Because not all orchestrators support all runtimes, the orchestration solution you choose will define which container runtime (or runtimes) you can use to deploy containers. For example, Kubernetes supports most major container runtimes, whereas Amazon ECS only supports Amazon’s proprietary container runtime.

In general, no one container runtime is fundamentally more secure than the others. All of the mainstream container runtimes have had their share of significant security vulnerabilities.

However, there are some projects, like Kata Containers, that are working to create runtimes that are inherently more secure by making changes to the runtime architecture itself. In the case of Kata, for instance, containers don’t share a kernel, which significantly reduces the risk of privilege escalation attacks and insecure access controls.

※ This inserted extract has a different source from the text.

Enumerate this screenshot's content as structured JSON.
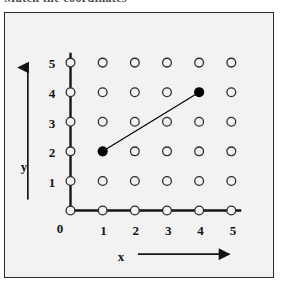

By choosing a container orchestration strategy and an overall containerized architecture that enables you to take advantage of security-focused container runtimes, you may be able to achieve some security advantages that are not currently available from the standard runtimes.

Operating System Support

Today, the vast majority of containers run on Linux, and it typically doesn’t matter which Linux distribution you use to host containers. Containers behave the same way regardless of the specific Linux OS or configuration that hosts them.

That said, Windows containers also exist for teams that want to deploy containerized applications on Windows.

The degree to which different orchestration solutions can support Windows varies. Kubernetes can manage Windows machines as worker nodes, but not as master nodes. That means that you can orchestrate Windows containers with Kubernetes, but you will still have to use Linux-based tooling to help manage them. In contrast, Docker Swarm offers relatively full-fledged support for Windows containers.

What does operating system support have to do with container security? Not a whole lot, admittedly, but there is an argument to be made that deploying Windows containers may be more secure than deploying Linux containers. The reason why is that Windows containers are much less popular, which makes them a less common target for attackers. (The irony here, of course, is that quite the opposite is true when you’re talking about desktop software, where Linux is a much less frequent target than Windows, but most containers are designed to host server-side workloads rather than desktop apps.)

So, if you want an out-of-the-box security strategy, consider building a container architecture that lets you use Windows containers.

Third-Party Plugins

A final key consideration for designing a secure container architecture is the extent to which you’ll need to rely on third-party plugins to build out the full environment.

Some orchestrators, like Kubernetes, are designed to be highly modular. Kubernetes typically leverages plugins from third-party projects to enable data management, network management, and so on.

Other orchestrators, like Amazon ECS, adopt a less modular architecture. They give you a set of built-in tools and little ability to swap to alternative solutions.

From a security perspective, third-party plugins are both a boon and a challenge. On the one hand, good third-party plugins may enable more security monitoring and visibility than you can achieve using the orchestrator’s native tooling.

On the other, a heavier reliance on third-party modules typically translates to more potential security exposures as well as more vulnerabilities to track and manage. If you only use your orchestrator’s native tooling, you are only at risk for vulnerabilities associated with that tooling. If you deploy Kubernetes using a long list of external plugins, you need to manage the security risks for each plugin, in addition to securing Kubernetes itself.

Overall, the benefits of a modular architecture probably outweigh the risks. But if you prefer simplicity, stick with a less modular orchestrator.

Designing a containerized architecture and orchestration strategy that is secure by default won’t make you immune to threats. A variety of risks may still creep into your environment through tainted images, OS-level exploits, or similar threats. However, a secure architecture and orchestrator will put you in a position to isolate and remediate threats effectively when they do emerge.